February 11, 2007
While war rages in Iraq, some Hollywood friends gather to talk, watch movies and have sex
It's March 2003, and the war in Iraq has just begun. Such is the backdrop for Jane Smiley's new novel, Ten Days in the Hills, a work modeled in part on Boccaccio's Decameron. Instead of fleeing the plague, however, the ensemble in Smiley's book is hoping to exist for a short while in a world free of newspapers, television and reports from the front -- distant as that front is. They have withdrawn the night after the Academy Awards to the home of a 58-year-old movie director named Max, "a mansion that cascaded down a mountainside in Pacific Palisades, looked across Will Rogers Memorial Park at the Getty Museum, and had five bedrooms, a guesthouse, and a swimming pool down the mountainside (three flights of stairs) that caught the morning sun." And then there are the gardens.
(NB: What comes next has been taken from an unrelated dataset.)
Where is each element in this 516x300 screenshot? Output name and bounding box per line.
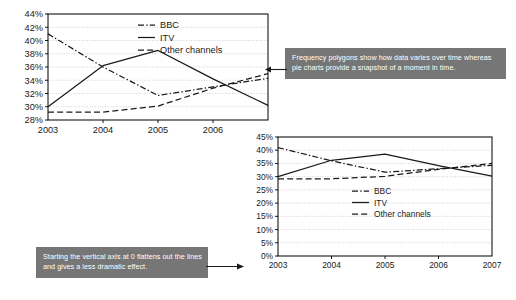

Moreover, this is only the first of two homes -- the second so palatial that it makes Max's place look like a shabby bungalow near LAX -- in which the pilgrims will take shelter.
In those mansions, they will tell stories about their lives and their beliefs, and they will forge new friendships and alliances (some sexual, some political).
More here.
Posted by Azra Raza at 06:09 AM | Permalink






Comments
Those silly Hollywood types might sita around (says Jane S in her novel) having drinks and sex, but while the war in iraq rages on, those of us with social consciences payu full-time attention to the Anna Nicole Smith saga. Still others of us, wonder early on how Rudy, Obama, et al are doing in today's speeches.